As a kid, I knew about inflation in a general sense, as something the adults talked about (and this being the late ’70s and early ‘80s, there were a lot of these conversations). And I got that prices tended to go up over time. Once I had an allowance, I saw that my DC Comics increased in price from $.50 to $.60 to $.75.
But while I noticed this, it was a small enough increment over time to not really sink in, even as it can be fascinating to look at in hindsight.
But then I was reading a Hardy Boys book. For those not familiar with American kid’s books, the Hardy Boys is a classic series of young detective novels dating back to the late 1920s. I couldn’t tell you which book I was reading, but it was probably one from the ‘40s or ‘50s, and the Hardys had gone to New York and stopped at a coffee shop to eat. They got some standard fare — sandwiches or burgers or somesuch, along with sodas and dessert — and when they went to pay, the entire meal cost less than a dollar!

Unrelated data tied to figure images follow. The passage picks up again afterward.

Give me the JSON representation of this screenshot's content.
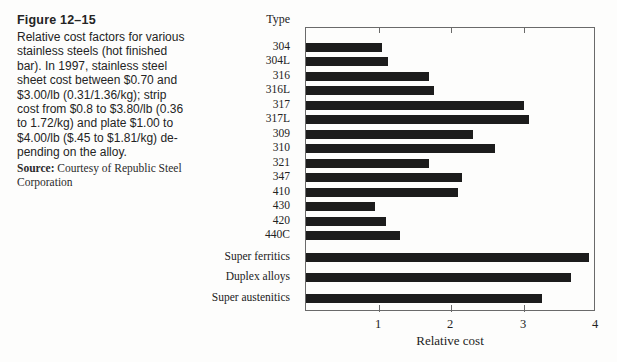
{
  "figure": {
    "label": "Figure 12–15",
    "caption": "Relative cost factors for various\nstainless steels (hot finished\nbar). In 1997, stainless steel\nsheet cost between $0.70 and\n$3.00/lb (0.31/1.36/kg); strip\ncost from $0.8 to $3.80/lb (0.36\nto 1.72/kg) and plate $1.00 to\n$4.00/lb ($.45 to $1.81/kg) de-\npending on the alloy.",
    "source_label": "Source:",
    "source_text": "Courtesy of Republic Steel\nCorporation"
  },
  "chart_data": {
    "type": "bar",
    "orientation": "horizontal",
    "header": "Type",
    "categories": [
      "304",
      "304L",
      "316",
      "316L",
      "317",
      "317L",
      "309",
      "310",
      "321",
      "347",
      "410",
      "430",
      "420",
      "440C",
      "Super ferritics",
      "Duplex alloys",
      "Super austenitics"
    ],
    "values": [
      1.05,
      1.13,
      1.7,
      1.77,
      3.0,
      3.08,
      2.3,
      2.6,
      1.7,
      2.15,
      2.1,
      0.95,
      1.1,
      1.3,
      3.9,
      3.65,
      3.25
    ],
    "title": "",
    "xlabel": "Relative cost",
    "ylabel": "Type",
    "xlim": [
      0,
      4
    ],
    "xticks": [
      1,
      2,
      3,
      4
    ],
    "grid": false,
    "legend": "none",
    "bar_color": "#1c1c1c",
    "group_gap_after_index": 13
  }
}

(I can’t remember if that was for each brother’s meal, or the combined cost of two meals — it’s been forty years.)
Even then, I’d eaten at enough local diners to know that was ludicrously cheap. Even the cheapest places would run you $3-5 for a sandwich, and the soda and dessert would be another $.75-$1 minimum (each).
That was when I really understood that the value of the dollar (and all fiat, though I was a long way from knowing that term) dropped a lot over time. I could have eaten lunch out nearly every day on just the change in my piggy bank if I'd found myself transported back 25 years.
Obviously, it took a while to really understand more about the economy (not even counting how many times I learned more about it and had to adjust what I knew), but this was my first real moment of realization.
Wonder if other folks had similar epiphanies, or if it was more of a gradual thing.